Monday, October 31, 2016

David Korten: We Never Voted for Corporate Rule

The $66 billion sale of Monsanto is yet another reminder of how corporations have colonized the world and subverted democracy. To regain our future, we must claim our right to popular sovereignty.



This column is the second part of a series. To read Part One, click here
In Part One, I argued that a healthy society requires that governments be accountable to the people for the well-being of all, and that corporations be accountable to democratic governments.
Last week, Bayer, a transnational drug and pesticide company, secured funding for its $66 billion offer to acquire Monsanto, the world’s largest producer of agricultural seeds. This follows the announced $130 billion merger of chemical giants Dow and DuPont, and ChemChina’s proposed $43 billion purchase of the seed and pesticide firm Syngenta.
Bayer, DuPont, Dow, Monsanto, and Syngenta are five of the world’s six biggest pesticide and seed corporations. There are claims, which I find credible, that the “Big 6” and their products bear major responsibility for pesticide-resistant weeds and insects, and are implicated in impoverishment of small farmers, collapse of honeybee colonies, water pollution, and loss of biodiversity and soil fertility—all serious attacks on the common good. And similar consolidation continues in most every sector of the economy.
As individual corporations grow in size, global reach, and political power, we see a corresponding shift in the primary function of national governments—from serving the interests of their citizens to assuring the security of corporate property and profits. They apply police and military powers to this end, subsidize corporate operations, and facilitate corporate tax evasion. They let corporations off the hook with slap-on-the-wrist fines for criminal actions. Rarely, if ever, do they punish top executives.
We the People never voted to yield our sovereignty to transnational corporations. Nor was the corporate takeover a response to public need.
The subversion began with the recolonization of developing countries, which I witnessed firsthand while living and working as a development professional in Asia from the late 1970s to the early 1990s. For years, the World Bank, the International Monetary Fund (IMF), and national foreign assistance programs had been luring former colonies into funding development projects with debt payable in foreign currency. They could repay only by selling their national assets and the fruits of their labor to foreign corporations.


→ **Assignment**
Return every line below in which "side" appears.

→ **Data to use**
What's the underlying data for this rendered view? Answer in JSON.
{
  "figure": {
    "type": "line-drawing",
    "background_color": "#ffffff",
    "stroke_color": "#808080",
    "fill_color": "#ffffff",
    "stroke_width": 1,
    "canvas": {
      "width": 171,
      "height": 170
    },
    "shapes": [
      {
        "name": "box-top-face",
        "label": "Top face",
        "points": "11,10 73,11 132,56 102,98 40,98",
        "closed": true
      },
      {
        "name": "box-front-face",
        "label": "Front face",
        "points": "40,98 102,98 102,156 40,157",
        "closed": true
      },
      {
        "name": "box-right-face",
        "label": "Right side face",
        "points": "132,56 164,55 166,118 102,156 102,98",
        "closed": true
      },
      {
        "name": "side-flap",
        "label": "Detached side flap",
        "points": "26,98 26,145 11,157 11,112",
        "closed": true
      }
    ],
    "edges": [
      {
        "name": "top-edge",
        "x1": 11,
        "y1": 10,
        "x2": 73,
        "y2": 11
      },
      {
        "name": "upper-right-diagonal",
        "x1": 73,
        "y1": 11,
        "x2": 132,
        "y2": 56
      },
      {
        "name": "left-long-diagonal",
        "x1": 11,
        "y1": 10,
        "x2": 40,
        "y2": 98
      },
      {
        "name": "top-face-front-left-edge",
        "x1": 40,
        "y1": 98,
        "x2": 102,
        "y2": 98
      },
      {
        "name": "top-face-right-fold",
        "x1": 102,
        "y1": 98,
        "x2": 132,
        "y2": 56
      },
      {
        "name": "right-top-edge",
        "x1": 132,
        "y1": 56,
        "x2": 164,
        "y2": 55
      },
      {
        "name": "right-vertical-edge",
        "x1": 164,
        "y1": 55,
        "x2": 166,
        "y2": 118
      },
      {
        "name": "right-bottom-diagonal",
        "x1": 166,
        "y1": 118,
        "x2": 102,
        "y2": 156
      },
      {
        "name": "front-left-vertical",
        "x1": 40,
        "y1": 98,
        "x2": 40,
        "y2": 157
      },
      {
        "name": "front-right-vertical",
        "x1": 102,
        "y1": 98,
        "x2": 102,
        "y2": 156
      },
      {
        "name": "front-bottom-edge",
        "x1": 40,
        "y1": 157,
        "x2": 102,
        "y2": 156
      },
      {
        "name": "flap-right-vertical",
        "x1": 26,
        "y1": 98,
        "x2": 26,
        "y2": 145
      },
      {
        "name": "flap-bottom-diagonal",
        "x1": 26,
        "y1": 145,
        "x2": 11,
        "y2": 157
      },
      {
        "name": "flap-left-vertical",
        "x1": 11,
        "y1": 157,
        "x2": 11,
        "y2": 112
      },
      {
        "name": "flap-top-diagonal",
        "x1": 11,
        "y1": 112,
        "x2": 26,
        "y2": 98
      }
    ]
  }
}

→ **Reply to the task**
        "label": "Right side face",
        "name": "side-flap",
        "label": "Detached side flap",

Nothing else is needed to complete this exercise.